"Come, come, now; that's all very fine—didn't do it, forsooth. Strange place for a walk on a winter night—the larch plantation," said the man, smiling sneeringly to his companion, as he listened to Kenneth assuring his mother that he was innocent, while they stood at the cottage door.
"Come along with us. In the meantime," he continued, as he laid his hand on Kenneth's arm to drag him away, "if you're able to prove that you didn't do it, all the better for you, my boy, I can tell you."
Kenneth turned with a look of anguish to his mother, who stood gazing at him with a face of marble. She asked no questions; it was no time for reproaches then, and, somehow, Kenneth felt that she understood how it had all happened, she looked so pitiful and so loving. When she saw that the men were really going to take him away, she went and prepared him some breakfast; but Kenneth said he could not eat, and turning to the men, volunteered to accompany them at once.
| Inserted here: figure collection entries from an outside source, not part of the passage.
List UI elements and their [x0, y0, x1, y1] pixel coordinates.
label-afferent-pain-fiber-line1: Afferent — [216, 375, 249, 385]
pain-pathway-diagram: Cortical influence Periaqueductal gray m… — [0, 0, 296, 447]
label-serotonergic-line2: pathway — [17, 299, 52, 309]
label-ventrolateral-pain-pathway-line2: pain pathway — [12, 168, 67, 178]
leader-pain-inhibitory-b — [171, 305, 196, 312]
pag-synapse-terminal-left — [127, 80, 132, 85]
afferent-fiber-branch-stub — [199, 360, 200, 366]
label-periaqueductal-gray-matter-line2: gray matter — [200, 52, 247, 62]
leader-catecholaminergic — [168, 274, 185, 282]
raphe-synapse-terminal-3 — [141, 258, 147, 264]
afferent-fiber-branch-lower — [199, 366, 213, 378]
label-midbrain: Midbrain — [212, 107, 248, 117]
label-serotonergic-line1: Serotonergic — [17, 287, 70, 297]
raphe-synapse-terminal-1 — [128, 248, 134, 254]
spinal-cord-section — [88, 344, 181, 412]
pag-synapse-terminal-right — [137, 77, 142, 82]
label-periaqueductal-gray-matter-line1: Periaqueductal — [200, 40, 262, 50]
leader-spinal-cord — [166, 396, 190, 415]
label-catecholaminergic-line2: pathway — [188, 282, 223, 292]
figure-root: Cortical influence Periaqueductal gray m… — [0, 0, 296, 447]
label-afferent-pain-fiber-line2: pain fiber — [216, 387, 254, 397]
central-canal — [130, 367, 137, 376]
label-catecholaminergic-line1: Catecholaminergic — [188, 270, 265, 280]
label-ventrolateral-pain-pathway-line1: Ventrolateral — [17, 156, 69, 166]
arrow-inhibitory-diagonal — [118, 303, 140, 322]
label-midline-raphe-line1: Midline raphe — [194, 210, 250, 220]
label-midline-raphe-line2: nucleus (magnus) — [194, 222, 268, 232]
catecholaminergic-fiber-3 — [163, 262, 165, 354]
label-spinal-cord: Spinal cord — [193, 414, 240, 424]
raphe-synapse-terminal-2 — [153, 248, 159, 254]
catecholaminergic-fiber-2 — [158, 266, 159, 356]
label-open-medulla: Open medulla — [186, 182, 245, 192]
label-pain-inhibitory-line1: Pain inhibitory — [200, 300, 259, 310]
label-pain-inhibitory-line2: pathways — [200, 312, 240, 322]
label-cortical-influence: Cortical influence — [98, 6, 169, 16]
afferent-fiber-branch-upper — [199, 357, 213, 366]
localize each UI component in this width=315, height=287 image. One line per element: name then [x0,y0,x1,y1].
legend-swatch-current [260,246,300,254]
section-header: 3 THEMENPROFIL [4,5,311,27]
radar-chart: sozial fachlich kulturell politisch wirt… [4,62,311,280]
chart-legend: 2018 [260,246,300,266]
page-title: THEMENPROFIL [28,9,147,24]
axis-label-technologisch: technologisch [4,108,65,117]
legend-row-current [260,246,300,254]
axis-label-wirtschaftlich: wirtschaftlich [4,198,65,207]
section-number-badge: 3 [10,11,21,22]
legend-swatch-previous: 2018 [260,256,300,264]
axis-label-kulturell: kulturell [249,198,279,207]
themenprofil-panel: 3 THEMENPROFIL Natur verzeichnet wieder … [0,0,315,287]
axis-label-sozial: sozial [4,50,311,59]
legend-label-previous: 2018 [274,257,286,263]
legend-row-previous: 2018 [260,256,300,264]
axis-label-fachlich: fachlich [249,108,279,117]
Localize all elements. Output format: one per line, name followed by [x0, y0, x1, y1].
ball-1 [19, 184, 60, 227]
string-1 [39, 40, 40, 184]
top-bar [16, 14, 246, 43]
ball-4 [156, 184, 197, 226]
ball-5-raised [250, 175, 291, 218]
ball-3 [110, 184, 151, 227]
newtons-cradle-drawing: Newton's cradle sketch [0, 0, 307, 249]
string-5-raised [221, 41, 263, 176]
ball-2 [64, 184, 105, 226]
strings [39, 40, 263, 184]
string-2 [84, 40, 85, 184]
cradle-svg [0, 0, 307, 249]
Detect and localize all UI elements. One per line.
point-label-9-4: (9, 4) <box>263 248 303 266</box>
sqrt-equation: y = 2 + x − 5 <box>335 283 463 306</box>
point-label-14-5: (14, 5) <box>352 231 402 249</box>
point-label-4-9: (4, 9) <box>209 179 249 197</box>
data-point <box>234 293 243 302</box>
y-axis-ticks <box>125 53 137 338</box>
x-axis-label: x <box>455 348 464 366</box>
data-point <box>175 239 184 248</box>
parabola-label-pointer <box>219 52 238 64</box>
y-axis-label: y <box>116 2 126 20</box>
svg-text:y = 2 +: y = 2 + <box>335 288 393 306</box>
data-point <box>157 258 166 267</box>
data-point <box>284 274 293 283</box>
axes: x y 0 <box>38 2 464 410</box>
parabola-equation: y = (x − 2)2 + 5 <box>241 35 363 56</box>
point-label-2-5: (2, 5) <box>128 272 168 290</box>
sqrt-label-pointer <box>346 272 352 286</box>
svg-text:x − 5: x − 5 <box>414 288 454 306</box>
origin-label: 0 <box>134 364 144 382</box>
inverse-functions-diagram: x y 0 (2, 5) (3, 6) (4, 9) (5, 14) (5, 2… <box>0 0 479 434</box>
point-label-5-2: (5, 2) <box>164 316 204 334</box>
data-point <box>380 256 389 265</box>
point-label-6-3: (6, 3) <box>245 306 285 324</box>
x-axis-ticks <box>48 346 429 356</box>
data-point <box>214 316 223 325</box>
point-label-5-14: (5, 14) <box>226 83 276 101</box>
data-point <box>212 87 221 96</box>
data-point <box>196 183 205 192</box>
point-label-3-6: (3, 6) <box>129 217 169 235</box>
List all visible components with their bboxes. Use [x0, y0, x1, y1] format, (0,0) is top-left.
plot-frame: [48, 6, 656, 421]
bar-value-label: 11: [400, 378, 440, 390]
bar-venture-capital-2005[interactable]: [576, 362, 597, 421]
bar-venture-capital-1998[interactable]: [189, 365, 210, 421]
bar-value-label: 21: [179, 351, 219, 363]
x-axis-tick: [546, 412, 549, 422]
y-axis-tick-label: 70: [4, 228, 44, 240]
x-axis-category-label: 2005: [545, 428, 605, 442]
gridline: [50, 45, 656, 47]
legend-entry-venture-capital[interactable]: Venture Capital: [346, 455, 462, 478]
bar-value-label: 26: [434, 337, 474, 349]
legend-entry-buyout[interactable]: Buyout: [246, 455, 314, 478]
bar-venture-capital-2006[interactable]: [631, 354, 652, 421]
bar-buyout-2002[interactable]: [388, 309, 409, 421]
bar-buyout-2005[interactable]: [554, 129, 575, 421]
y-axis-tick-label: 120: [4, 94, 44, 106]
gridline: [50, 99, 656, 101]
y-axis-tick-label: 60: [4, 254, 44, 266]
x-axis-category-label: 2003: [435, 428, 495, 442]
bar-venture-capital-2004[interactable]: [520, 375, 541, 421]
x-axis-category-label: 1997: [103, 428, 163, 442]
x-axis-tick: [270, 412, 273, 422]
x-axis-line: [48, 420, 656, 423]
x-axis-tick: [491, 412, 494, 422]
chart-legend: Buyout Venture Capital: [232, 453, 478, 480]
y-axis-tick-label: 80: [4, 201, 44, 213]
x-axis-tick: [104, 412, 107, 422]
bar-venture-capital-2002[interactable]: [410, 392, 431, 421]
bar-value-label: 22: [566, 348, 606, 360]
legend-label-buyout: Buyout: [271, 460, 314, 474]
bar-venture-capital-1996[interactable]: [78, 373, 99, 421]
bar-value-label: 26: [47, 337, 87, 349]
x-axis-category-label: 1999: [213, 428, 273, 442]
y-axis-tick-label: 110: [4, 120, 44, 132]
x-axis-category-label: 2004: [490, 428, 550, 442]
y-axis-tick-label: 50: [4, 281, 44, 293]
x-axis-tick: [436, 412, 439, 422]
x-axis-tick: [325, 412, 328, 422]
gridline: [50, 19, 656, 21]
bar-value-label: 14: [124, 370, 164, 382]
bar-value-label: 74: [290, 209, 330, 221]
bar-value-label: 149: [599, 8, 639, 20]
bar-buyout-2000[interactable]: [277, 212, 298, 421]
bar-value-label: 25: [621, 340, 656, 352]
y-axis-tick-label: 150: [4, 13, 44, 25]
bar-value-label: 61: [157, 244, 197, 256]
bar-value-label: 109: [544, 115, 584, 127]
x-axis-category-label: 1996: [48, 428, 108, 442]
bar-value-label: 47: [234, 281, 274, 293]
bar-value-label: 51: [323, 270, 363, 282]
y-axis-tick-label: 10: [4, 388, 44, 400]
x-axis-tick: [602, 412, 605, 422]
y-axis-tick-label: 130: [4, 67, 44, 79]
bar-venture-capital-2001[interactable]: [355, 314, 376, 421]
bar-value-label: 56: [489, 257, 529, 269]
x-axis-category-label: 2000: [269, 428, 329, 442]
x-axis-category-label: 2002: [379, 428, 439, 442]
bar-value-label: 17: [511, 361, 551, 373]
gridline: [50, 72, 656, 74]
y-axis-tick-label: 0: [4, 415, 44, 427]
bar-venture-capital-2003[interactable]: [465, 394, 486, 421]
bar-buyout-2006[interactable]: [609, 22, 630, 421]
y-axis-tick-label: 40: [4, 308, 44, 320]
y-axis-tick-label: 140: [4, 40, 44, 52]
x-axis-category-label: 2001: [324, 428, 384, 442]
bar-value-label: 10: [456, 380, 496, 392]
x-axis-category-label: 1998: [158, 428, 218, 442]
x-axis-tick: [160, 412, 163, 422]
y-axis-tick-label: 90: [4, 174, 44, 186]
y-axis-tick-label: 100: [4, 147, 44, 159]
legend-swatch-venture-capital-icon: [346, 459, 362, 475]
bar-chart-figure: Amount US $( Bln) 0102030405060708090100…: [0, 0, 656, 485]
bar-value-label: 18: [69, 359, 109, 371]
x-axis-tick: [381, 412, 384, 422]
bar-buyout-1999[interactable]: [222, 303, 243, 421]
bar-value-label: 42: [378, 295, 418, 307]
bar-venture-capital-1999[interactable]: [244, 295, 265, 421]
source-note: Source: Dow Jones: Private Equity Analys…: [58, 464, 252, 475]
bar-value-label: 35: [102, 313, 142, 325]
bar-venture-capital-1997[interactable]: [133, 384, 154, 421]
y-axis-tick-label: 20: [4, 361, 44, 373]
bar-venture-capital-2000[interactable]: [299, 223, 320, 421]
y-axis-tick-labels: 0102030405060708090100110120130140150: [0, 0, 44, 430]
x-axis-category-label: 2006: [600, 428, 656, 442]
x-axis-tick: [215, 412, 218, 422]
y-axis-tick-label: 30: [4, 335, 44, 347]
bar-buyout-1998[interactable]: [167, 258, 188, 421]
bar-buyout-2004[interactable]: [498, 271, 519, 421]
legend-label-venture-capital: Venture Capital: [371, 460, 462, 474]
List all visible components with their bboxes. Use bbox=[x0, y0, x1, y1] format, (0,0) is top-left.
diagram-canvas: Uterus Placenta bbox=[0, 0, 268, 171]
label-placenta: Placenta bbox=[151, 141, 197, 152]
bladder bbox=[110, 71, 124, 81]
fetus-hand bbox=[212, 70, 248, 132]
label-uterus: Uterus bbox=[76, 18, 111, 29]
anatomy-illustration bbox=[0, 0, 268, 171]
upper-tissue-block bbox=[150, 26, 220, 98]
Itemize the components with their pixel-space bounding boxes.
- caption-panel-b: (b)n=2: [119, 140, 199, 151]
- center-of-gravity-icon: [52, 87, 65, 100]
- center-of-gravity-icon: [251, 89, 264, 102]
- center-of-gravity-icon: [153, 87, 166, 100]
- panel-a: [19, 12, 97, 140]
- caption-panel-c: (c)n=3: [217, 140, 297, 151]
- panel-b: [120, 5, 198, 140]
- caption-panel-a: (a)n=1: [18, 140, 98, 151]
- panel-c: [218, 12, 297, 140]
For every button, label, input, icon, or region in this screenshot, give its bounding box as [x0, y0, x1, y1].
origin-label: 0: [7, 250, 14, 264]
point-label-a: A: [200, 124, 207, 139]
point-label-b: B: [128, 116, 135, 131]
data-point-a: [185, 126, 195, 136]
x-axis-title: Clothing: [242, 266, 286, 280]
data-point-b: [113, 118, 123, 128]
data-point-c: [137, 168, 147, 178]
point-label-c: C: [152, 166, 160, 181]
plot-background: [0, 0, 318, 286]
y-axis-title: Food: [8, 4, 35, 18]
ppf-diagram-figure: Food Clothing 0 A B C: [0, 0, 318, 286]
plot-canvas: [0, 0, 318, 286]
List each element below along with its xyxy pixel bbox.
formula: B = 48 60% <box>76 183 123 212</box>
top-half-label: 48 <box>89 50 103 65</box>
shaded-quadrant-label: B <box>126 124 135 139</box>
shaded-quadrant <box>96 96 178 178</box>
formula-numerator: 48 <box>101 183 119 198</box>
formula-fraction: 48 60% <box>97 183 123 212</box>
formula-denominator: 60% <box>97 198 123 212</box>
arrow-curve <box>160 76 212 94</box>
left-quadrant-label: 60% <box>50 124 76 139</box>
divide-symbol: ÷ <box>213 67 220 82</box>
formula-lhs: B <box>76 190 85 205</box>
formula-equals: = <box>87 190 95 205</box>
He looked cold and faint in that chilly November morning: and just as he was starting, his mother brought his father's plaid, and wrapped it tenderly round him, but she did not utter a word.
"Come now, there must be no more coddling of this bird, old lady! Time's valuable, and there isn't a minute to spare!" said the man roughly, as he led the boy away.
When Kenneth had got beyond the garden gate, and was being hurried along the highway by his jailer, he turned and looked with unutterable agony and remorse toward his mother, who stood, stricken and desolate, at the door of his home, which was to be blighted during so many years for his sake.
A few weeks afterwards he was tried, and sentenced to a short term of imprisonment. He had pleaded not guilty; but could not explain how he came to be in the larch plantation at such an hour, and declined to give any information concerning the real offender.
Kirsty knew him to be none other than Alaster Dingwall. In her anguish she went to him, and implored that he would not sacrifice the innocent, speaking burning words from the depths of her broken mother's heart; but she only met with the sneering rejoinder that she would find some difficulty in proving that he had anything to do with the matter.
And then the news came that the wretched boy had escaped from prison; and from that day forward Kirsty heard nothing of her son. Seventeen long years she sat at her lonely fireside, waiting, and hoping, and praying! For a long time she left the door nightly open, in the hope that he might at least come and visit her in the dark. But he never came; and long ago Kirsty's deferred hope had changed itself into a prayer, that wherever he might be roaming throughout the wide world, they might meet in the home of God at last.
Sometimes, after a long night of prayer for her lost son, the mother felt as if she heard a voice, saying, "I have seen his ways, and I will heal him;" and she would begin the lonely day with lightened heart. And now, at last, she had the joy of knowing from the lips of his dying wife that the wanderer, who feared to come again to the Glen, and had sought refuge for his blighted life in distant lands, had, at last, been led unto the fold above, and had learnt to know the Shepherd's voice, and to follow it in the midst of many earthly trials and hard experiences through which he had to pass.
So this sorrowful night was mingled with great joy to Kirsty, as she kept watch in the fir-wood. Morag felt sure that she must have much to say to her unseen Friend, as she sat resting her head on her long thin hand, and gazing into the red embers among the stones. The little girl crouched silently by her side, often glancing at the tartan folds that covered the weary sleeper below, and pondering over the events of this strange afternoon.